Syapse, San Francisco, CA
Colden Johanson , Hu T. Huang , Danny Idryo , Ronda Broome , Matthew J. Rioth , Rayna K. Matsuno
Background: It is a challenge to identify patients with myelodysplastic syndrome (MDS) using structured data from electronic health records (EHRs). Current claims-based algorithms incorporating diagnosis codes, clinical labs, and procedures have not been validated against an expert reference standard. A machine learning-based approach was investigated to identify erythropoietin-stimulating agent (ESA)-treated, lower-risk (LR)-MDS patients from structured EHR data. Methods: A sample of 1,549 patients from the Syapse Learning Health Network (SLHN) was identified as potential ESA-treated LR-MDS patients by a team of clinicians and epidemiologists based on diagnosis and medication data from multiple health systems’ EHRs and cancer registries. Of these, 404 (25%) were confirmed as ESA-treated LR-MDS patients through a review of patient records by certified cancer registrars (CTRs). The sample was divided into training and validation sets at a ratio of 80/20, stratified by the outcome. Age, sex, diagnosis codes corresponding to MDS and chronic kidney disease, medication (ESA, luspatercept, lenalidomide), clinical lab tests (hemoglobin, absolute neutrophils, platelet, blast percentage), and evidence of bone marrow biopsy were included as the predictive variables for the models. Gradient boosting machines with a nested cross-validation scheme were adopted to build the optimal model on the training set. Model acceptance was evaluated based on precision and recall on the validation set. The optimal model was then applied to the remaining unscreened SLHN patient population. Results: The optimal model identified an additional cohort of 157 patients based on the predicted likelihood. Among these, 69 (44%) were CTR-confirmed ESA-treated LR-MDS patients, all of whom were previously missed by the initial expert-determined selection criteria, as shown in the table. Conclusions: The application of machine learning methods increased the rate of ESA-treated MDS patient identification even after the expertly-determined population was depleted. This suggests the application of machine learning models using EHR data may improve the efficiency of MDS patient identification and screening efforts for research, quality improvement, and clinical care.
Criteria | SLHN patients screened | ESA-treated MDS | |
---|---|---|---|
Expert-determined selection criteria | Two MDS diagnosis* dates ≥ 90 days apart + evidence of ESA treatment§† | 239 | 122 (51%) |
MDS Registry evidence by ICD-O-3 Histology‡ | 1,229 | 270 (22%) | |
Patients with suspected MDS based on manual review of clinician notes | 41 | 1 (2%) | |
Other small sample attempts | 40 | 6 (15%) | |
Total | 1,549 | 404 (25%) | |
Machine learning model | 157 | 69 (44%) |
*MDS ICD-10 codes: C94.6 and D46. ‡MDS ICD-O-3 Histology: 9980, 9981, 9982, 9983, 9984, 9985, 9986, 9987, 9988, 9989, 9993. §ESA treatment: darbepoetin alfa or epoetin alfa. †The first code fell within the study window of 2016-01-01 to 2019-06-30.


● Your goal: What follows is a listing; repeat exactly, and only, its lines from the one holding "Describe the element at coordinates (154, 274)" through the last, leaving any pictures out.

-- Data supplied follows --

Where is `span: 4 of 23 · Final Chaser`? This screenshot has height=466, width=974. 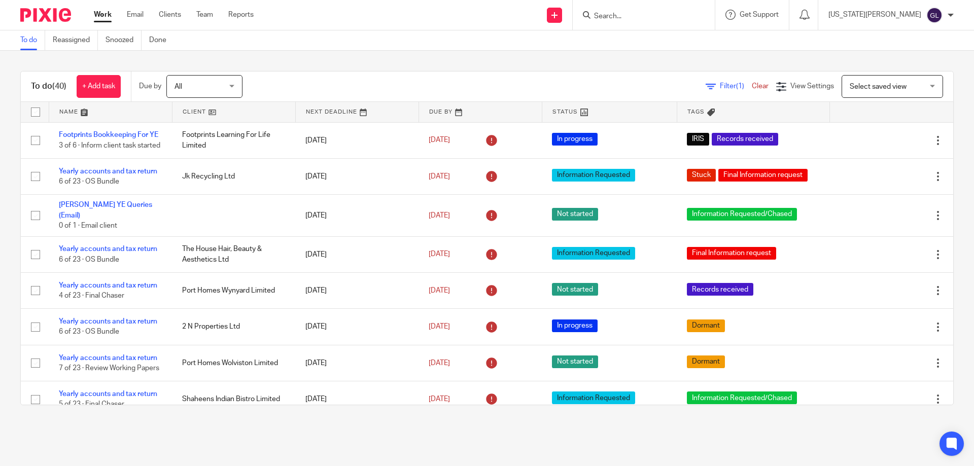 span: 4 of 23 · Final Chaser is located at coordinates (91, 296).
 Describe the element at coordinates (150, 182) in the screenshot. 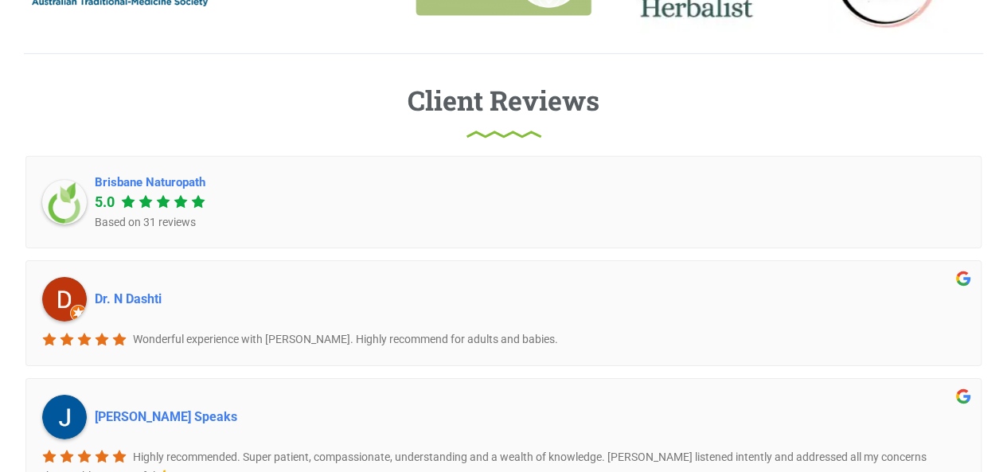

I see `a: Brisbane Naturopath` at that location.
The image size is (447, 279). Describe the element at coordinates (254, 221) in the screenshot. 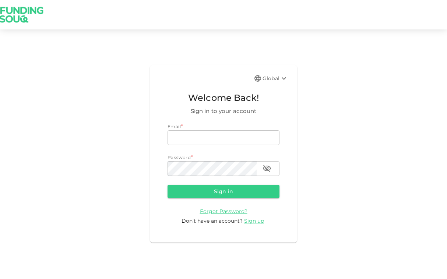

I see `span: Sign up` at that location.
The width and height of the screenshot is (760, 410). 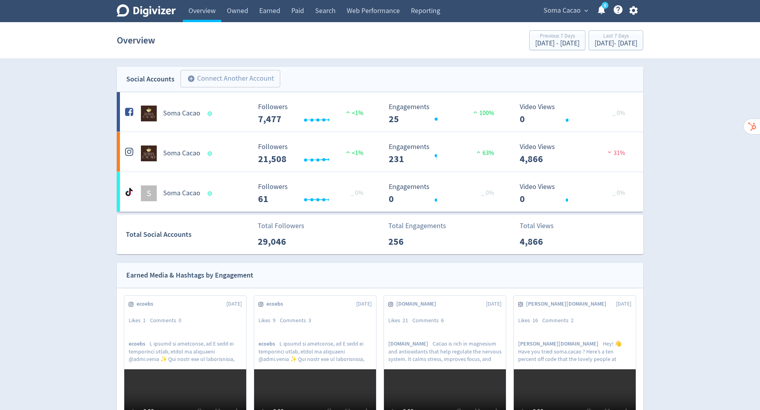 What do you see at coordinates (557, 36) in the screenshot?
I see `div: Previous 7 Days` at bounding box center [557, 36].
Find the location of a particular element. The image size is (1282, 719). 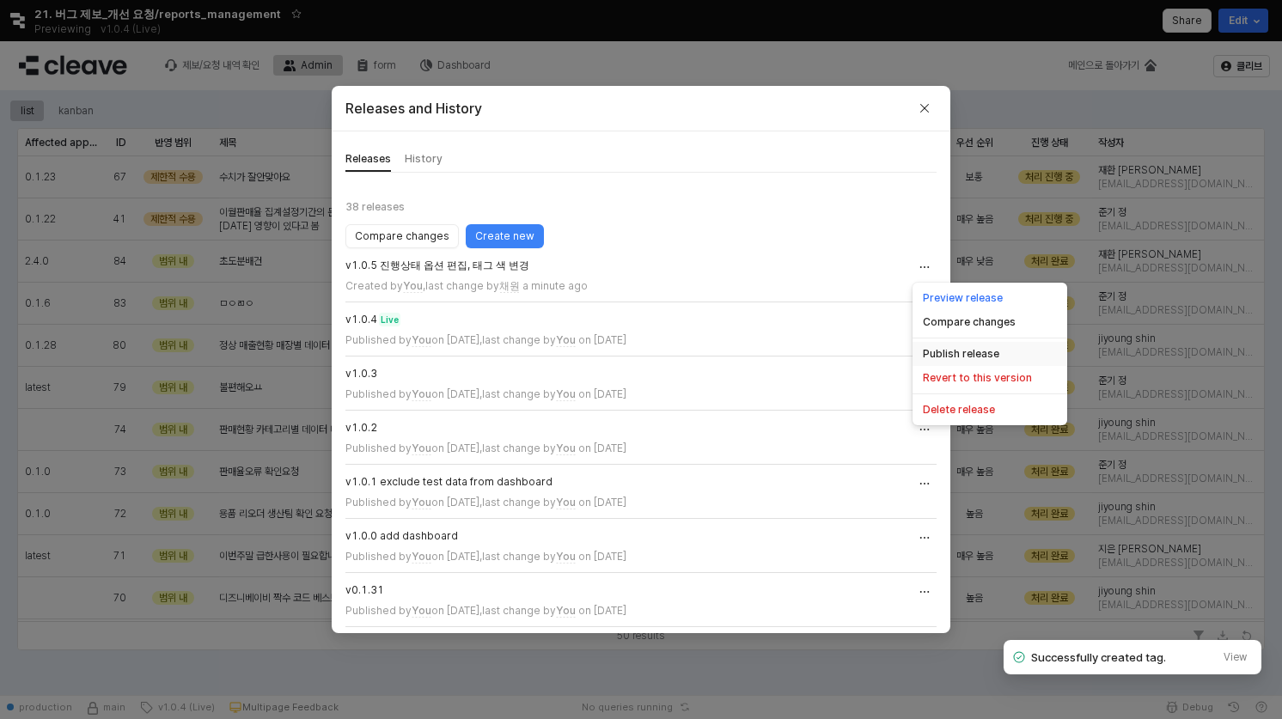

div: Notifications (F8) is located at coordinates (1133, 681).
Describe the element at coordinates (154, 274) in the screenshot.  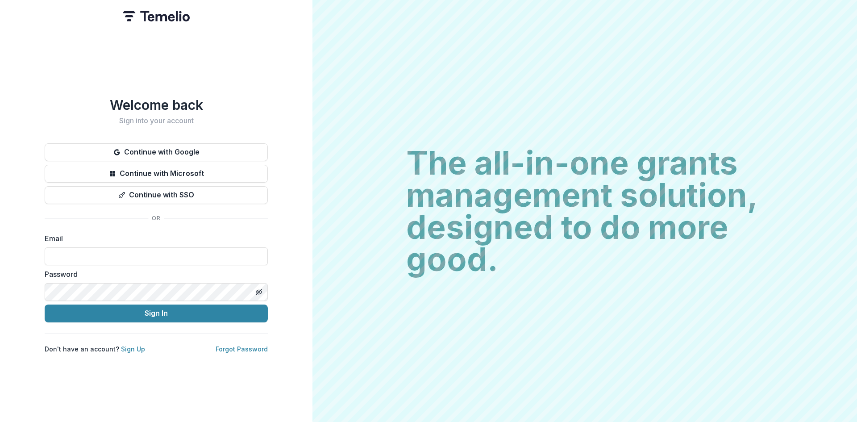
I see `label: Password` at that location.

-- Data supplied concluded --

● Solution for this exercise:
Describe the element at coordinates (154, 274) in the screenshot.  
I see `label: Password` at that location.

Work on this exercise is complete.